And yet I cannot leave him,
because I am soft, soft without bones, like my country, Ivan
Andreievitch.... My lover is strong. Nothing can change his will. He
will go, will leave me, until he knows that I am free. Then he will
never leave me again.
"Perhaps I will get tired of his strength one day--it may be--just as
now I am tired of Nicholas's weakness. Everything has its end.
"But no! he has humour, and he sees life as it is. I shall be able
always to tell him the truth. With Nicholas it is always lies...."
She suddenly sprang up and stood before me.
"Now, do you think me noble?" she cried.
"Yes," I answered.
"Ah! you are incorrigible! You have drunk Dostoieffsky until you can see
nothing but God and the moujik! But I am alive, Ivan Andreievitch, not a
heroine in a book! Alive, alive, alive! Not one of your Lisas or Annas
or Natashas. I'm alive enough to shoot Uncle Alexei and poison
Nicholas--but I'm soft too, soft so that I cannot bear to see a rabbit
killed... and yet I love Sherry so that I am blind for him and deaf for
him and dead for him--when he is not there. My love--the only one of my
life--the first and the last--"
She flung out her arms:
"Life! Now! Before it is too late! I want it, I want him, I want
happiness!"
She stood thus for a moment, staring out to the sea.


What to do =
Reproduce every entry in the listing without alteration.

====== Supplied data ======

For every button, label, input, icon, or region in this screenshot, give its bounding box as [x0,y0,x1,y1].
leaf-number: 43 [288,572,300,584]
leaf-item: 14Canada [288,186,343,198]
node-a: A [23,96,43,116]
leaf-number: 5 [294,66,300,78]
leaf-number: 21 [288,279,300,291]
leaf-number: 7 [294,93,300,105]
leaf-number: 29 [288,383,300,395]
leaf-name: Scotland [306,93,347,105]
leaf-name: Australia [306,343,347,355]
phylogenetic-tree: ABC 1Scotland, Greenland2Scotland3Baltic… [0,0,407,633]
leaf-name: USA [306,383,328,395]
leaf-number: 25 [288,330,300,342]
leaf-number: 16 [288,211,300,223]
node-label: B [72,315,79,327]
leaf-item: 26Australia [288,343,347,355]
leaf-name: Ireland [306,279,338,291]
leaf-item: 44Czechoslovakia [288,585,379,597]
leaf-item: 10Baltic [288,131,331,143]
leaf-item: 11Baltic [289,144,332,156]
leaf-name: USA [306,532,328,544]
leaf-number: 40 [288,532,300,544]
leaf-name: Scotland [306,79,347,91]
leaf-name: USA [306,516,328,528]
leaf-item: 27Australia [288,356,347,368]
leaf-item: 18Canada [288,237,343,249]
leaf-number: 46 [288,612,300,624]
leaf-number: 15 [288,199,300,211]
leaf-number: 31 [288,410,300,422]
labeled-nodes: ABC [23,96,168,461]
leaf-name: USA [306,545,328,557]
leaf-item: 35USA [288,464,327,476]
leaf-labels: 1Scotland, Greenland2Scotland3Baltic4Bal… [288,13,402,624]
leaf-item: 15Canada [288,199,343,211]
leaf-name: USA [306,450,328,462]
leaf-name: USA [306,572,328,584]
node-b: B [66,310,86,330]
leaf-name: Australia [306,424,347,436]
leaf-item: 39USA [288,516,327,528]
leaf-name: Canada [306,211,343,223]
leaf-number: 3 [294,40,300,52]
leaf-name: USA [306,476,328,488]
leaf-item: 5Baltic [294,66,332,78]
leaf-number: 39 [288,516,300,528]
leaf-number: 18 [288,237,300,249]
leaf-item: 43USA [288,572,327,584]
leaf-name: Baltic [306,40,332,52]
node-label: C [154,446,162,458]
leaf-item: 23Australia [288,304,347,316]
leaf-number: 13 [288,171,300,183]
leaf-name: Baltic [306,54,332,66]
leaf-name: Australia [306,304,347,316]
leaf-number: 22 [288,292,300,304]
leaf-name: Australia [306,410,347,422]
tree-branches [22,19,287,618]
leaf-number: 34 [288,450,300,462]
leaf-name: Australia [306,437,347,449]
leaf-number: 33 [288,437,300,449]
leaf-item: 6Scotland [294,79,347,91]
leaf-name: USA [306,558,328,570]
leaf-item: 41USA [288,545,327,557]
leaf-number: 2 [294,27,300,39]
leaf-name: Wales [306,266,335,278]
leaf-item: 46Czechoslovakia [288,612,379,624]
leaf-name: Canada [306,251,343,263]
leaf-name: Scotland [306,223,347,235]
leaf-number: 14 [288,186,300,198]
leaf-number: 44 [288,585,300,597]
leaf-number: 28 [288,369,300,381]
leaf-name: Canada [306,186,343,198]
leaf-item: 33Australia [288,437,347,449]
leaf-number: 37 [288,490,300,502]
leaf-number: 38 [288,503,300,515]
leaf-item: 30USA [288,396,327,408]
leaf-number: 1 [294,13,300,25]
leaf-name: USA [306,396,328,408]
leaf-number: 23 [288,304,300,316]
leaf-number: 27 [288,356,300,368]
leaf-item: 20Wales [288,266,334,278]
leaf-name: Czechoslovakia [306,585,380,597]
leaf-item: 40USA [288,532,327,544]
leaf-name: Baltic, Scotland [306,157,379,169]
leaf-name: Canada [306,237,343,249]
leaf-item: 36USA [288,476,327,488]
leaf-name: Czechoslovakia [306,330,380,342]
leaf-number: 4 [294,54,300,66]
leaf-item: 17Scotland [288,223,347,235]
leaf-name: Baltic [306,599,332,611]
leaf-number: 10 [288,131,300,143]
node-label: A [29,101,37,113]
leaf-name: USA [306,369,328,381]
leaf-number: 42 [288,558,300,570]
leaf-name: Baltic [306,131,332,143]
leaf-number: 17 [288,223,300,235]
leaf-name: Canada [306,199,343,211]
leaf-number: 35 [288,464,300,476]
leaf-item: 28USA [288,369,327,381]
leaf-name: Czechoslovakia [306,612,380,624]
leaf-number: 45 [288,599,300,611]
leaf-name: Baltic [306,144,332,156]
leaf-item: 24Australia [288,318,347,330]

======

Answer section =
For every button, label, input, icon, or region in this screenshot, give its bounding box as [x0,y0,x1,y1].
leaf-number: 43 [288,572,300,584]
leaf-item: 14Canada [288,186,343,198]
node-a: A [23,96,43,116]
leaf-number: 5 [294,66,300,78]
leaf-number: 21 [288,279,300,291]
leaf-number: 7 [294,93,300,105]
leaf-number: 29 [288,383,300,395]
leaf-name: Scotland [306,93,347,105]
leaf-name: Australia [306,343,347,355]
phylogenetic-tree: ABC 1Scotland, Greenland2Scotland3Baltic… [0,0,407,633]
leaf-name: USA [306,383,328,395]
leaf-number: 25 [288,330,300,342]
leaf-number: 16 [288,211,300,223]
node-label: B [72,315,79,327]
leaf-item: 26Australia [288,343,347,355]
leaf-name: Ireland [306,279,338,291]
leaf-item: 44Czechoslovakia [288,585,379,597]
leaf-item: 10Baltic [288,131,331,143]
leaf-item: 11Baltic [289,144,332,156]
leaf-name: USA [306,532,328,544]
leaf-number: 40 [288,532,300,544]
leaf-name: Scotland [306,79,347,91]
leaf-name: USA [306,516,328,528]
leaf-item: 27Australia [288,356,347,368]
leaf-item: 18Canada [288,237,343,249]
leaf-number: 46 [288,612,300,624]
leaf-number: 15 [288,199,300,211]
leaf-number: 31 [288,410,300,422]
labeled-nodes: ABC [23,96,168,461]
leaf-name: USA [306,545,328,557]
leaf-item: 35USA [288,464,327,476]
leaf-labels: 1Scotland, Greenland2Scotland3Baltic4Bal… [288,13,402,624]
leaf-item: 15Canada [288,199,343,211]
leaf-name: USA [306,450,328,462]
leaf-name: USA [306,572,328,584]
node-b: B [66,310,86,330]
leaf-name: Australia [306,424,347,436]
leaf-item: 39USA [288,516,327,528]
leaf-name: Canada [306,211,343,223]
leaf-number: 3 [294,40,300,52]
leaf-name: USA [306,476,328,488]
leaf-item: 5Baltic [294,66,332,78]
leaf-number: 39 [288,516,300,528]
leaf-number: 18 [288,237,300,249]
leaf-item: 43USA [288,572,327,584]
leaf-name: Baltic [306,40,332,52]
node-label: C [154,446,162,458]
leaf-item: 23Australia [288,304,347,316]
leaf-number: 13 [288,171,300,183]
leaf-name: Baltic [306,54,332,66]
leaf-name: Australia [306,304,347,316]
leaf-number: 22 [288,292,300,304]
leaf-name: Australia [306,410,347,422]
tree-branches [22,19,287,618]
leaf-number: 34 [288,450,300,462]
leaf-name: Australia [306,437,347,449]
leaf-number: 33 [288,437,300,449]
leaf-item: 6Scotland [294,79,347,91]
leaf-name: USA [306,558,328,570]
leaf-item: 41USA [288,545,327,557]
leaf-number: 2 [294,27,300,39]
leaf-name: Wales [306,266,335,278]
leaf-item: 46Czechoslovakia [288,612,379,624]
leaf-name: Canada [306,251,343,263]
leaf-name: Scotland [306,223,347,235]
leaf-number: 14 [288,186,300,198]
leaf-number: 44 [288,585,300,597]
leaf-number: 28 [288,369,300,381]
leaf-name: Canada [306,186,343,198]
leaf-item: 33Australia [288,437,347,449]
leaf-number: 37 [288,490,300,502]
leaf-number: 38 [288,503,300,515]
leaf-item: 30USA [288,396,327,408]
leaf-number: 1 [294,13,300,25]
leaf-name: USA [306,396,328,408]
leaf-number: 23 [288,304,300,316]
leaf-number: 27 [288,356,300,368]
leaf-item: 20Wales [288,266,334,278]
leaf-name: Czechoslovakia [306,585,380,597]
leaf-item: 40USA [288,532,327,544]
leaf-name: Baltic, Scotland [306,157,379,169]
leaf-name: Canada [306,237,343,249]
leaf-item: 36USA [288,476,327,488]
leaf-name: Czechoslovakia [306,330,380,342]
leaf-number: 4 [294,54,300,66]
leaf-item: 17Scotland [288,223,347,235]
leaf-name: Baltic [306,599,332,611]
leaf-number: 10 [288,131,300,143]
node-label: A [29,101,37,113]
leaf-name: USA [306,369,328,381]
leaf-number: 42 [288,558,300,570]
leaf-name: Baltic [306,131,332,143]
leaf-number: 17 [288,223,300,235]
leaf-name: Canada [306,199,343,211]
leaf-number: 35 [288,464,300,476]
leaf-item: 28USA [288,369,327,381]
leaf-name: Czechoslovakia [306,612,380,624]
leaf-number: 45 [288,599,300,611]
leaf-name: Baltic [306,144,332,156]
leaf-item: 24Australia [288,318,347,330]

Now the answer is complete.